Adding some intrigue to the somewhat wonky sticking point is that the legislation—complete with the controversial abortion language—actually managed to sail through the Senate Judiciary Committee last month without Democrats so much as noticing it. The provision itself is on Pages 4 and 5 of the 68-page bill, although whoever wrote it appears to have gone to considerable lengths to avoid actually using the word abortion. Instead the provision makes a rather convoluted reference to the Hyde amendment, declaring that the victims’ fund “shall be subject to the limitations on the use or expending of amounts described in sections 506 and 507 of division H of the Consolidated Appropriations Act, 2014 … to the same extent as if amounts in the Fund were funds appropriated under division H of such Act.”

“What do you want me to tell you? We missed it!” Sen. Dick Durbin, the chamber’s No. 2 Democrat, told Politico last week when asked why Democrats didn’t recognize the language. “It was an obscure reference. Clearly if it had been front and center, we would have caught it.”

Democrats blame Republicans for circulating a legislative briefing that conveniently failed to mention the abortion provision, and Chairman Patrick Leahy claims he and the rest of the judiciary panel’s Democrats were “assured” it wasn’t in the bill. Republicans, meanwhile, say that wasn’t the case—and furthermore contend Democrats had plenty of chances to actually read the bill for themselves.

Regardless of the dispute’s origins, though, it appears likely to derail a planned procedural vote on the bill tentatively set for Tuesday. Republicans would need at least six Democrats to break with their party to avoid a filibuster.

Meanwhile, Lynch’s four-month-long-and-counting confirmation odyssey will continue. Eric Holder’s would-be replacement has faced a lengthy wait that has gone from unusually long to historically so. By the New York Times’ count, the last attorney general to have waited longer was Reagan nominee Edwin Meese III, whose confirmation dragged on for more than a year while the Justice Department investigated his professional and personal affairs. Assuming Lynch does eventually get a vote, she’s expected to win confirmation by the narrowest margin in AG history—and may even need Joe Biden to break a 50–50 tie, marking the first time that a vice president would cast a tie-breaker for a Cabinet confirmation in Senate history.

GOP opposition to Lynch has come down to the single issue dominating Congress for much of this year: President Obama’s executive immigration action.

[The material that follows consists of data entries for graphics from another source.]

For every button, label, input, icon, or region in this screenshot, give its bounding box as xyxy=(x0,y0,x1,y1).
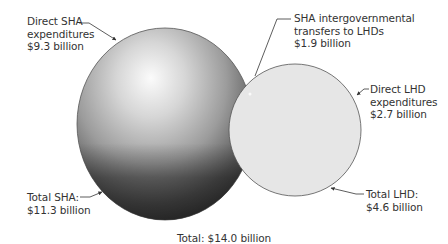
label-total-sha: Total SHA: $11.3 billion xyxy=(27,191,91,216)
label-text: Direct LHD xyxy=(370,83,437,96)
label-text: SHA intergovernmental xyxy=(294,12,415,25)
label-grand-total: Total: $14.0 billion xyxy=(0,232,448,244)
label-direct-sha-expenditures: Direct SHA expenditures $9.3 billion xyxy=(27,15,94,53)
label-value: $2.7 billion xyxy=(370,108,437,121)
sha-circle xyxy=(77,28,253,220)
total-text: Total: $14.0 billion xyxy=(177,232,271,244)
arrow-direct-lhd xyxy=(357,89,369,95)
arrow-total-lhd xyxy=(331,188,364,194)
label-direct-lhd-expenditures: Direct LHD expenditures $2.7 billion xyxy=(370,83,437,121)
label-value: $11.3 billion xyxy=(27,204,91,217)
label-text: expenditures xyxy=(370,96,437,109)
label-value: $4.6 billion xyxy=(366,201,423,214)
lhd-circle xyxy=(229,64,361,196)
expenditure-venn-diagram: Direct SHA expenditures $9.3 billion SHA… xyxy=(0,0,448,244)
label-text: Total SHA: xyxy=(27,191,91,204)
label-value: $9.3 billion xyxy=(27,40,94,53)
label-text: Direct SHA xyxy=(27,15,94,28)
label-text: expenditures xyxy=(27,28,94,41)
label-total-lhd: Total LHD: $4.6 billion xyxy=(366,188,423,213)
label-text: Total LHD: xyxy=(366,188,423,201)
label-sha-transfers-to-lhds: SHA intergovernmental transfers to LHDs … xyxy=(294,12,415,50)
label-text: transfers to LHDs xyxy=(294,25,415,38)
label-value: $1.9 billion xyxy=(294,37,415,50)
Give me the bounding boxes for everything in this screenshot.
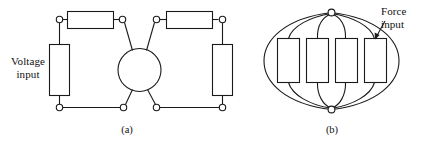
arc-gauge3-top <box>332 14 346 39</box>
node-bottom-right <box>219 104 225 110</box>
voltage-input-label: Voltage input <box>7 55 49 80</box>
gauge-rect-2 <box>307 39 329 83</box>
resistor-top-left <box>68 12 114 29</box>
gauge-rect-3 <box>336 39 358 83</box>
resistor-left-vertical <box>50 45 70 96</box>
figure-container: Voltage input Force input (a) (b) <box>0 0 431 146</box>
node-bottom-mid-right <box>153 104 159 110</box>
node-bottom-mid-left <box>120 104 126 110</box>
force-input-label: Force input <box>381 5 429 30</box>
resistor-right-vertical <box>213 45 233 96</box>
node-diaphragm-top <box>328 9 335 16</box>
wire-diagonal-top-left <box>125 23 133 51</box>
gauge-rect-1 <box>278 39 300 83</box>
caption-panel-b: (b) <box>315 124 349 135</box>
node-top-left <box>56 16 62 22</box>
wire-diagonal-bottom-right <box>148 90 156 105</box>
caption-panel-a: (a) <box>110 124 144 135</box>
central-circle <box>118 49 161 92</box>
node-top-right <box>219 16 225 22</box>
resistor-top-right <box>167 12 213 29</box>
gauge-rect-4 <box>365 39 387 83</box>
wire-diagonal-top-right <box>147 23 155 51</box>
node-top-mid-right <box>153 16 159 22</box>
wire-diagonal-bottom-left <box>126 90 133 105</box>
arc-gauge3-bottom <box>332 83 346 109</box>
panel-a-diagram <box>50 12 233 111</box>
node-bottom-left <box>56 104 62 110</box>
node-diaphragm-bottom <box>328 106 335 113</box>
panel-b-diagram <box>264 9 399 113</box>
arc-gauge2-bottom <box>317 83 331 109</box>
figure-svg <box>0 0 431 146</box>
node-top-mid-left <box>119 16 125 22</box>
arc-gauge2-top <box>317 14 331 39</box>
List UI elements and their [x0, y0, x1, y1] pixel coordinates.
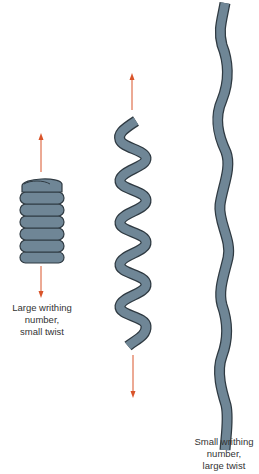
up-arrow-icon	[130, 73, 135, 110]
caption-line: Large writhing	[4, 302, 80, 314]
down-arrow-icon	[39, 266, 44, 298]
wavy-caption: Small writhing number, large twist	[188, 436, 259, 472]
caption-line: number,	[4, 314, 80, 326]
helix-panel	[120, 73, 147, 398]
wavy-panel	[218, 3, 229, 450]
caption-line: number,	[188, 448, 259, 460]
coil-panel	[20, 133, 64, 298]
supercoil-figure	[0, 0, 259, 474]
down-arrow-icon	[131, 355, 136, 398]
coil-caption: Large writhing number, small twist	[4, 302, 80, 338]
up-arrow-icon	[39, 133, 44, 172]
caption-line: small twist	[4, 326, 80, 338]
caption-line: Small writhing	[188, 436, 259, 448]
coiled-tube	[20, 179, 64, 263]
caption-line: large twist	[188, 460, 259, 472]
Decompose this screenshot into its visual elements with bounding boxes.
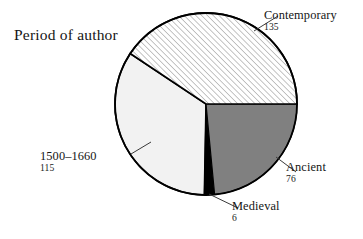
pie-label-1500-1660-name: 1500–1660 [40, 150, 97, 163]
pie-label-medieval: Medieval 6 [232, 200, 280, 224]
pie-chart-figure: Period of author Contemporary 135 1500–1… [0, 0, 363, 239]
pie-label-ancient-name: Ancient [286, 161, 326, 174]
pie-slice-ancient[interactable] [206, 104, 297, 194]
pie-label-contemporary-name: Contemporary [264, 9, 337, 22]
pie-label-contemporary-value: 135 [264, 22, 337, 32]
pie-label-1500-1660-value: 115 [40, 163, 97, 173]
pie-label-1500-1660: 1500–1660 115 [40, 150, 97, 174]
pie-label-medieval-name: Medieval [232, 200, 280, 213]
pie-label-medieval-value: 6 [232, 213, 280, 223]
pie-label-ancient: Ancient 76 [286, 161, 326, 185]
pie-label-contemporary: Contemporary 135 [264, 9, 337, 33]
pie-label-ancient-value: 76 [286, 174, 326, 184]
chart-title: Period of author [14, 26, 118, 44]
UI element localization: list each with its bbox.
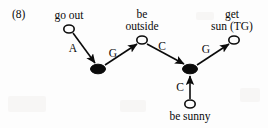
node-label-be_outside: beoutside — [125, 8, 158, 32]
node-be_outside — [137, 36, 147, 44]
edge-label-e4: G — [202, 43, 210, 55]
nodes-layer — [64, 25, 239, 108]
node-label-be_sunny: be sunny — [169, 110, 210, 122]
edge-label-e1: A — [69, 42, 77, 54]
node-label-line: get — [211, 8, 253, 20]
node-label-get_sun: getsun (TG) — [211, 8, 253, 32]
node-event2 — [183, 64, 198, 74]
edge-label-e2: G — [109, 47, 117, 59]
node-label-line: be — [125, 8, 158, 20]
edge-label-e3: C — [158, 40, 166, 52]
node-label-line: go out — [54, 9, 83, 21]
node-get_sun — [229, 36, 239, 44]
node-label-line: outside — [125, 20, 158, 32]
node-be_sunny — [185, 100, 195, 108]
node-label-go_out: go out — [54, 9, 83, 21]
edge-label-e5: C — [176, 81, 184, 93]
node-label-line: be sunny — [169, 110, 210, 122]
figure-container: (8) go outbeoutsidegetsun (TG)be sunny A… — [0, 0, 268, 128]
node-label-line: sun (TG) — [211, 20, 253, 32]
node-event1 — [91, 64, 106, 74]
node-go_out — [64, 25, 74, 33]
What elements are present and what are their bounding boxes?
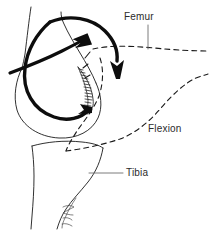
- dashed-femur-superior-border: [93, 46, 208, 51]
- femur-label: Femur: [124, 11, 154, 22]
- knee-flexion-figure: Femur Flexion Tibia: [0, 0, 209, 241]
- roll-arrow-icon: [50, 18, 124, 79]
- motion-tick-1: [85, 52, 90, 58]
- flexed-femur-dashed-outline: [66, 46, 208, 151]
- tibia-lateral-border: [57, 148, 103, 229]
- signature-stroke-4: [62, 224, 72, 226]
- glide-arrowhead: [72, 33, 92, 50]
- tibia-medial-border: [31, 146, 34, 229]
- tibia-plateau-line: [32, 141, 103, 148]
- anatomical-illustration: [0, 0, 209, 241]
- tibia-label: Tibia: [126, 167, 148, 178]
- artist-signature-mark: [62, 198, 76, 228]
- flexion-label: Flexion: [148, 123, 182, 134]
- roll-arrowhead: [110, 60, 124, 79]
- glide-arrow-shaft: [10, 41, 81, 73]
- tibia-outline-group: [31, 141, 103, 229]
- motion-tick-3: [85, 75, 90, 78]
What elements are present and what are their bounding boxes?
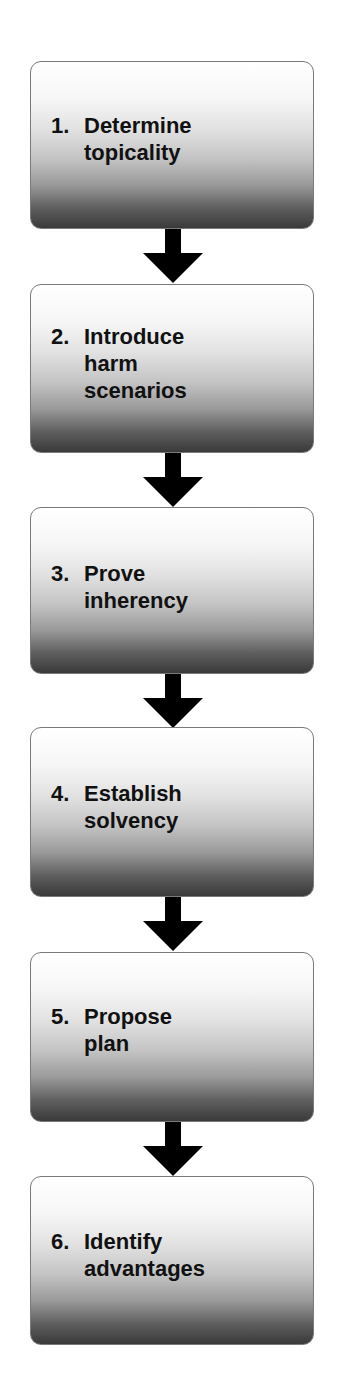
step-label-5: 5.Propose plan xyxy=(51,1003,303,1057)
step-box-5: 5.Propose plan xyxy=(30,952,314,1122)
step-box-1: 1.Determine topicality xyxy=(30,61,314,229)
down-arrow-icon xyxy=(143,1122,203,1176)
down-arrow-icon xyxy=(143,453,203,507)
step-label-1: 1.Determine topicality xyxy=(51,112,303,166)
step-box-6: 6.Identify advantages xyxy=(30,1176,314,1345)
step-box-3: 3.Prove inherency xyxy=(30,507,314,674)
step-label-3: 3.Prove inherency xyxy=(51,560,303,614)
down-arrow-icon xyxy=(143,674,203,727)
step-box-4: 4.Establish solvency xyxy=(30,727,314,897)
step-box-2: 2.Introduce harm scenarios xyxy=(30,284,314,453)
down-arrow-icon xyxy=(143,897,203,952)
down-arrow-icon xyxy=(143,229,203,284)
step-label-2: 2.Introduce harm scenarios xyxy=(51,323,303,404)
step-label-6: 6.Identify advantages xyxy=(51,1228,303,1282)
step-label-4: 4.Establish solvency xyxy=(51,780,303,834)
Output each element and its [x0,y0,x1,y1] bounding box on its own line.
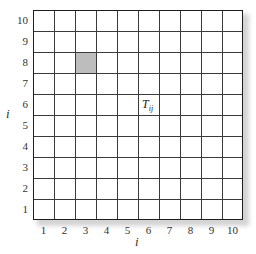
highlighted-cell [76,53,97,74]
x-tick-label: 3 [76,225,96,236]
grid-horizontal-line [34,115,242,116]
y-tick-label: 8 [12,57,28,68]
grid-horizontal-line [34,136,242,137]
x-tick-label: 1 [34,225,54,236]
y-tick-label: 5 [12,120,28,131]
y-tick-label: 3 [12,162,28,173]
y-tick-label: 2 [12,183,28,194]
x-tick-label: 2 [55,225,75,236]
grid-horizontal-line [34,52,242,53]
x-tick-label: 9 [202,225,222,236]
grid-horizontal-line [34,73,242,74]
y-tick-label: 10 [12,15,28,26]
x-axis-label: i [135,234,139,250]
x-tick-label: 10 [223,225,243,236]
x-tick-label: 7 [160,225,180,236]
y-tick-label: 6 [12,99,28,110]
grid-horizontal-line [34,157,242,158]
grid-horizontal-line [34,31,242,32]
x-tick-label: 8 [181,225,201,236]
grid-diagram: 12345678910 12345678910 i i Tij [0,0,256,254]
grid-horizontal-line [34,199,242,200]
y-tick-label: 7 [12,78,28,89]
cell-annotation-tij: Tij [142,97,153,113]
y-tick-label: 4 [12,141,28,152]
y-tick-label: 1 [12,204,28,215]
cell-annotation-subscript: ij [149,104,153,113]
matrix-grid [33,10,243,220]
cell-annotation-main: T [142,97,149,111]
x-tick-label: 6 [139,225,159,236]
grid-horizontal-line [34,94,242,95]
x-tick-label: 4 [97,225,117,236]
y-axis-label: i [6,106,10,122]
grid-horizontal-line [34,178,242,179]
y-tick-label: 9 [12,36,28,47]
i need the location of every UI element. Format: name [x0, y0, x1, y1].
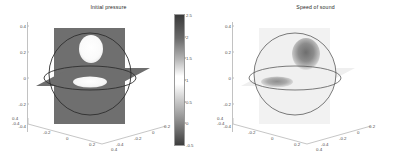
y-tick-1: 0.2 — [20, 50, 26, 55]
svg-text:0.4: 0.4 — [316, 147, 323, 152]
cbar-tick-1: 2 — [186, 34, 188, 39]
axes-3d-speed-of-sound: 0.4 0.2 0 -0.2 -0.4 -0.2 0 0.2 0.4 -0.4 … — [233, 16, 363, 146]
y-tick-0: 0.4 — [225, 24, 231, 29]
colorbar-initial-pressure[interactable]: 2.5 2 1.5 1 0.5 0 -0.5 — [174, 14, 185, 146]
cbar-tickline-4 — [184, 101, 186, 102]
y-tick-2: 0 — [24, 76, 26, 81]
y-tickmark-1 — [232, 52, 234, 53]
subplot-title-speed-of-sound: Speed of sound — [209, 4, 418, 10]
svg-text:0: 0 — [357, 130, 360, 135]
inclusion-blob-lower — [261, 77, 293, 88]
y-tick-3: -0.2 — [223, 102, 231, 107]
floor-axes: -0.2 0 0.2 0.4 -0.4 -0.2 0 0.2 — [211, 120, 375, 159]
y-tick-2: 0 — [229, 76, 231, 81]
svg-text:-0.2: -0.2 — [248, 130, 256, 135]
subplot-speed-of-sound: Speed of sound — [209, 0, 418, 159]
corner-tick-bottom: -0.4 — [217, 121, 225, 126]
y-tickmark-1 — [27, 52, 29, 53]
svg-text:-0.4: -0.4 — [321, 142, 329, 147]
cbar-tickline-3 — [184, 80, 186, 81]
colorbar-gradient-initial-pressure — [175, 15, 184, 145]
svg-text:0.2: 0.2 — [89, 142, 96, 147]
y-tick-1: 0.2 — [225, 50, 231, 55]
floor-axes: -0.2 0 0.2 0.4 -0.4 -0.2 0 0.2 — [6, 120, 170, 159]
corner-tick-bottom: -0.4 — [12, 121, 20, 126]
cbar-tickline-1 — [184, 36, 186, 37]
corner-tick-group: 0.4 -0.4 — [12, 116, 20, 126]
corner-tick-group: 0.4 -0.4 — [217, 116, 225, 126]
source-blob-upper — [79, 35, 103, 63]
y-tickmark-2 — [27, 78, 29, 79]
figure-canvas: Initial pressure — [0, 0, 418, 159]
cbar-tick-3: 1 — [186, 78, 188, 83]
y-tick-0: 0.4 — [20, 24, 26, 29]
y-tickmark-3 — [27, 104, 29, 105]
y-tickmark-3 — [232, 104, 234, 105]
cbar-tickline-5 — [184, 123, 186, 124]
svg-text:-0.4: -0.4 — [116, 142, 124, 147]
inclusion-blob-upper — [292, 38, 320, 70]
svg-text:-0.2: -0.2 — [134, 136, 142, 141]
svg-text:0: 0 — [66, 136, 69, 141]
svg-text:0.2: 0.2 — [164, 124, 171, 129]
axes-3d-initial-pressure: 0.4 0.2 0 -0.2 -0.4 -0.2 0 0.2 — [28, 16, 158, 146]
svg-text:0.2: 0.2 — [369, 124, 376, 129]
cbar-tick-6: -0.5 — [186, 143, 193, 148]
cbar-tick-2: 1.5 — [186, 56, 192, 61]
svg-text:-0.2: -0.2 — [43, 130, 51, 135]
svg-text:0.4: 0.4 — [111, 147, 118, 152]
svg-text:-0.2: -0.2 — [339, 136, 347, 141]
y-tick-3: -0.2 — [18, 102, 26, 107]
cbar-tick-5: 0 — [186, 121, 188, 126]
y-tickmark-0 — [232, 26, 234, 27]
svg-text:0: 0 — [152, 130, 155, 135]
cbar-tick-0: 2.5 — [186, 13, 192, 18]
cbar-tickline-2 — [184, 58, 186, 59]
subplot-initial-pressure: Initial pressure — [0, 0, 209, 159]
svg-text:0.2: 0.2 — [294, 142, 301, 147]
svg-text:0: 0 — [271, 136, 274, 141]
cbar-tick-4: 0.5 — [186, 99, 192, 104]
subplot-title-initial-pressure: Initial pressure — [0, 4, 213, 10]
source-blob-lower — [73, 77, 107, 88]
y-tickmark-2 — [232, 78, 234, 79]
y-tickmark-0 — [27, 26, 29, 27]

While Lynch had nothing to do with the policy itself, she angered Republicans during her confirmation hearing by saying she believed the actions were constitutional. (As Roll Call’s David Hawkings accurately points out, in more rational times, it would have hardly been newsworthy for an AG nominee to side with the president who nominated her.) Meanwhile, Republicans have had noticeable trouble finding anyone to say anything bad about Lynch as a person or an attorney. But for this week—like the 18 that came before it—that does not appear to matter.